The Drowning Tank The Prestige
Water kills at the beginning, the middle, and the end, and each drowning means something different
The water tank appears three times in The Prestige, and each appearance carries a different dramatic function. The first drowning (Julia's) is the inciting incident that detonates the rivalry. The second (Angier's nightly suicides) is the mechanism of his final trick. The third (Borden watching Angier drown) is the trap that sends Borden to the gallows. The tank is the film's most persistent image -- a container for the cost of obsession.
Julia's drowning starts the feud and introduces the knot question
During a water-tank escape performed by the older magician Milton, Borden ties a knot Julia cannot slip. She drowns while the audience watches the spectacle above.
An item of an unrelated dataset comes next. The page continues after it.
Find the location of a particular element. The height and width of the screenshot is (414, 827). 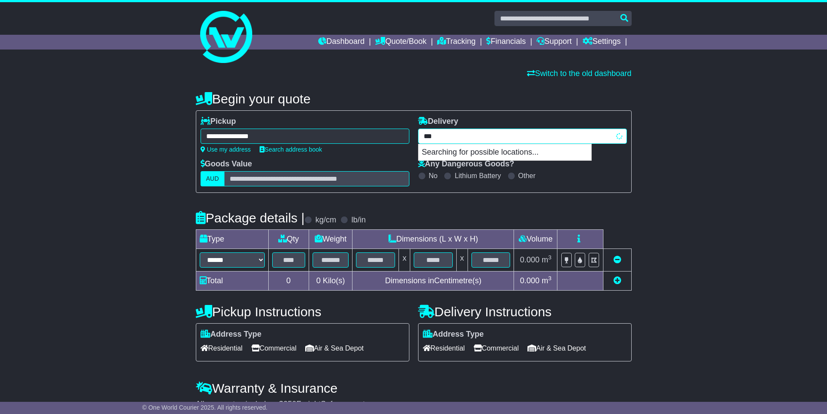

td: 0 is located at coordinates (288, 281).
The scene plays twice in the film: first in abbreviated form during Cutter's trial testimony, then with crucial new detail in Borden's diary showing the knot being tied.
Angier confronts Borden at Julia's funeral and asks which knot he tied. Borden's answer -- "I keep asking myself that... I'm sorry, I just don't know" -- reads as evasion on first viewing. On rewatch it is literally true: two men share one life, and neither knows what the other did. The knot question is never resolved, and it does not need to be. The ambiguity is the point.
Cutter later reveals that he lied to Angier about the nature of drowning. He told Angier that a drowning sailor described it as "like going home" -- a comfort offered to the memory of Angier's wife. The truth, Cutter confesses in the film's final act, is worse.
"I once told you about a sailor who described drowning to me... I was lying. He said it was agony." — Cutter (Michael Caine), The Prestige (2006)
Angier's nightly drowning is the cost of the perfect trick
The Real Transported Man requires a water tank beneath the stage -- not a prop with a trick lock, but a real container with a real padlock, operated by a blind stagehand. Each night, Angier's original falls through a trapdoor into the tank and drowns while his duplicate appears in the balcony. The audience sees only the prestige. The drowning happens in silence, offstage.
The horror of the mechanism is that Angier does not know which version of himself will drown. He steps into Tesla's machine every night accepting that one of the two men who emerge -- the man in the balcony and the man in the tank -- will die. He does it anyway. The drowning is not an accident, as Julia's was. It is deliberate, repeated, and concealed.
Borden watches the drowning and walks into a trap
Borden's inability to resist seeing how Angier's trick works leads him backstage during a performance. He witnesses Angier fall into the water tank and tries to break the glass, but cannot free him. Cutter arrives and finds Borden standing over Angier's body. The frame story catches up to the opening scene: the image of Borden watching Angier drown, shown in the film's first minutes, is now fully contextualized.
Borden is arrested, convicted of murder, and sentenced to hang. The drowning that started as an accident (Julia), became a ritual (Angier's nightly suicides), and ends as a frame job (Borden convicted for witnessing a death that Angier engineered).
The closing image reveals the full inventory of drownings
The camera pulls back through Angier's theater basement past row after row of water tanks, each containing one of Angier's drowned duplicates. The image answers the film's opening -- the scattered hats were the residue of Tesla's experiments; the stored tanks are the residue of Angier's performances. Both are the cost of the trick, hidden from the audience.
The progression from Julia's single accidental drowning to Angier's dozens of deliberate drownings measures the escalation of the rivalry. What began as a knot tied too tight became a nightly suicide performed for applause.